Although a bit cheesy and overacted—intentionally, to be sure—this latest satire on Obama’s “you didn’t build that” line is actually quite effective (HT).
Watch the video here:
It’s effective, I think, because it shows how the underlying truth of Obama’s more basic claim — that we don’t create things all by ourselves and we all rely on various relationships and social institutions — isn’t enough to save Obama’s remarks from themselves.
Surely, everything these parents say to their daughter is true. Without the trees, the popsicle-stick manufacturer, and her local school, this girl wouldn’t have had the opportunity to build what she build. This is, after all, a basic market/cooperation argument if you take out all of the manipulative government activity sleeping in Obama’s assumptions. The problem is: What this girl accomplished was worth celebrating, and it was neither the time nor place to start slandering and belittling her success—that is, unless these parents truly believed that what she did wasn’t really all that profound.
In closing, the Dad says: “It’s important to destroy their sense of individualism while they’re still young.” And this gets at the deeper root of why Obama said what he did: he has a bigger faith in top-down, collective action than bottom-up individual empowerment (I’ve discussed this previously). The individualism of all human persons needs to be tamed, to be sure, but it also needs to be harnessed and leveraged if we hope to build a better world for the next child, the next student, and the next entrepreneur.
We all know we need roads and bridges. We all know we need education. We all believe in a government that simply governs (will we ever see the day?). And any successful entrepreneur knows precisely what social, cultural, and
economic networks have led to his triumph. He’ll be the first to thank his investors, suppliers, and customers. And heck, he might even thank government, if it actually did what it’s supposed to do.
Successful entrepreneurs know a little something about sacrifice and hard work, and they know it without the President of the United States rubbing a bloated government agenda down their throats under the guise of “giving something back.”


PROBLEM: Give the number of lines below that hold the string "icon", and nothing more.

PROVIDED RECORDS:

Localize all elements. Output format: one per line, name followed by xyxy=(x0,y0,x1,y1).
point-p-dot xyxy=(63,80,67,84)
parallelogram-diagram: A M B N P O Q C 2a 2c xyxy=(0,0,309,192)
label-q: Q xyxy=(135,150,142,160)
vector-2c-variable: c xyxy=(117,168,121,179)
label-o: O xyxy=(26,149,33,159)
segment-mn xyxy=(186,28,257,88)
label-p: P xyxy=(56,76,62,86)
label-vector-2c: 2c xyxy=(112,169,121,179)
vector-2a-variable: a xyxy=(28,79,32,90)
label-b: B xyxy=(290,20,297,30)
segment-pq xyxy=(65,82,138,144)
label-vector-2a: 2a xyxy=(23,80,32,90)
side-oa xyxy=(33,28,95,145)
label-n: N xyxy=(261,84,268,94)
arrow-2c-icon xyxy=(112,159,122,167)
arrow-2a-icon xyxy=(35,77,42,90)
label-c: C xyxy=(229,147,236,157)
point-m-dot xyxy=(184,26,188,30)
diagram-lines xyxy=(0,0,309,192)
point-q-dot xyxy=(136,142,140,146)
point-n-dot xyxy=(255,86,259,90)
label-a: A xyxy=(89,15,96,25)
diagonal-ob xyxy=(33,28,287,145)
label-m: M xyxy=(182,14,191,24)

SOLUTION TO THIS EXERCISE: 2